From John Ray's shorter notes




July 10, 2009

EVEN HEAVILY PROPAGANDIZED COLLEGE STUDENTS PREFER THEIR OWN RACE

There is a new article out in the NYT on the research of Russell Fazio, work which I mentioned late last year under the same heading as that which I have used above. Fazio studies college students who are unlucky enough to be assigned a roommate of a different race -- in the bright-eyed but now hoary hope that living with a black will make you like blacks more. The theory (generally called the "contact hypothesis") goes back to the 1940s and I summarize most of the early research on it here. As I think most readers would expect, the facts give little support to the theory. The theory is based on the view that blacks are just the same as whites, only browner -- and if you believe that you will believe anything.

Needless to say, Fazio finds what many others before him have found -- that most whites thrown together with blacks very rapidly want out. Those who do stick it out, however, seem to have more positive attitudes towards blacks at the end of the experience. In the usual logically-deprived reasoning that seems to pervade the sciences that I know something about (psychology, sociology, medicine and climate science) Fazio just assumes he knows what is the cause of that improvement. One of the first things you learn in Statistics 101 (I used to teach introductory statistics at university level) is that "correlation does not prove causation" -- but an awful lot of scientists seem not to have done a statistics course. Fazio somehow seems to think the improved attitudes observed in some students confirms his "contact hypothesis". But what does it really prove? It COULD prove that it is only when blacks "act white" that whites can live with them and that those whites who live with such blacks are relieved to find that such blacks do exist. Much more likely, however, is that the whites who stick it out are more politically correct and know what to say when Fazio questions them. Students are very good at giving their professors the answers that their professors want. That's how most of them get their degrees.

So if anyone thinks that Fazio has found anything useful towards improving race relations, all I can say is I admire your optimism but not your reasoning power. I was amused, however, by the finding that living with Asians tended to make you dislike Asians. Given Asian superiority in all sorts of academically relevant ways, I don't find that surprising at all! And it does in fact reinforce the most usual finding from "contact hypothesis" research: That getting to know other races makes you like them LESS.

I was amused also by this sentence from one of the other researchers quoted: “Just having diversity in classrooms doesn’t do anything to increase interracial friendships”. That does rather undermine the whole rationale of having "diversity" on campus, it seems to me!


WHAT THE TASK REQUIRES –
Using the listing below, set down exactly the lines starting at the line that contains "You are a GUI" and ending at the line that contains "The width and", both included, and no others.

SUPPLIED INFORMATION –
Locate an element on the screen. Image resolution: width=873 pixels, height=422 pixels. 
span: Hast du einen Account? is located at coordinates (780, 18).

==

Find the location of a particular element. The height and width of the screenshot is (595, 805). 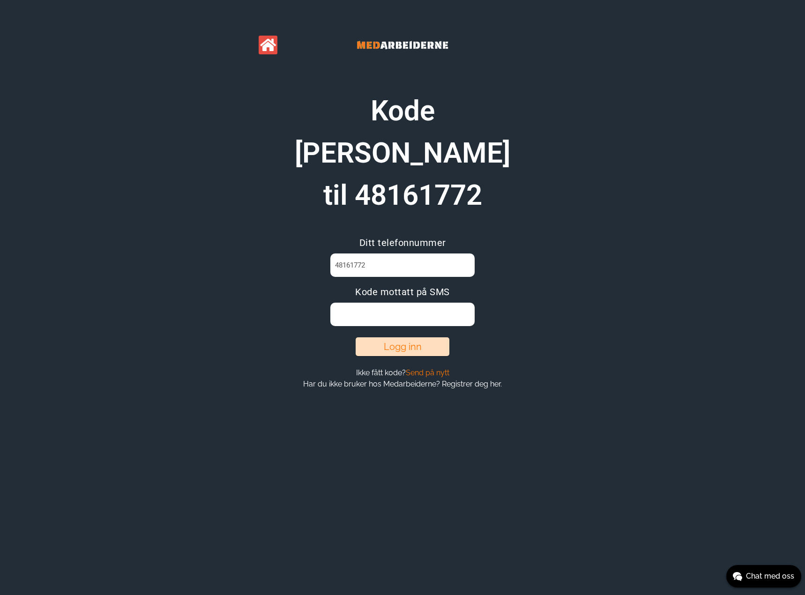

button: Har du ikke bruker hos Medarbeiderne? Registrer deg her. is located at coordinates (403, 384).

...

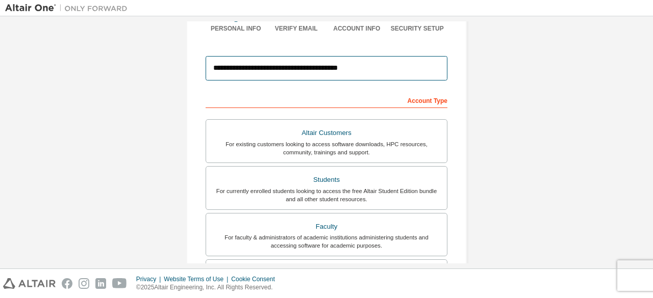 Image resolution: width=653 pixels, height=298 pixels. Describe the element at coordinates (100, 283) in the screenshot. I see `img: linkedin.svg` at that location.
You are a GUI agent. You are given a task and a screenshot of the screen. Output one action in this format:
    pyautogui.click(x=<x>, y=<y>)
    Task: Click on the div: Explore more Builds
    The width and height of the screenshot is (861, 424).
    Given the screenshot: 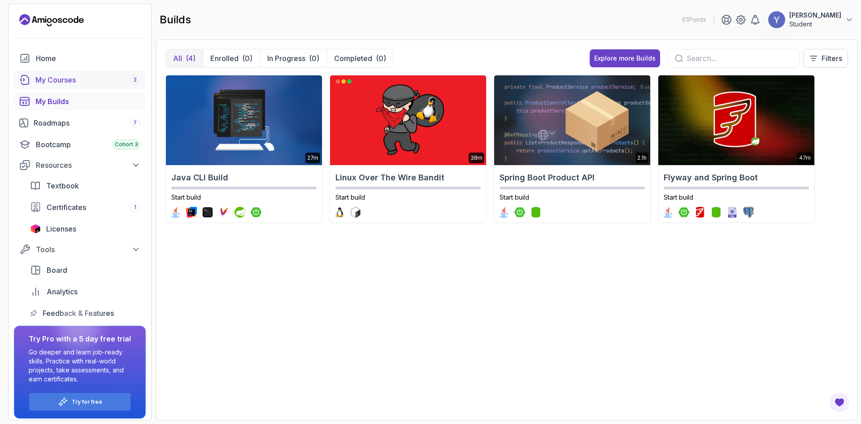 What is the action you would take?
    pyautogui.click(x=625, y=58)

REPLY –
You are a GUI agent. You are given a task and a screenshot of the screen. Output one action in this format:
    pyautogui.click(x=<x>, y=<y>)
    Task: Click on the div: Explore more Builds
    The width and height of the screenshot is (861, 424).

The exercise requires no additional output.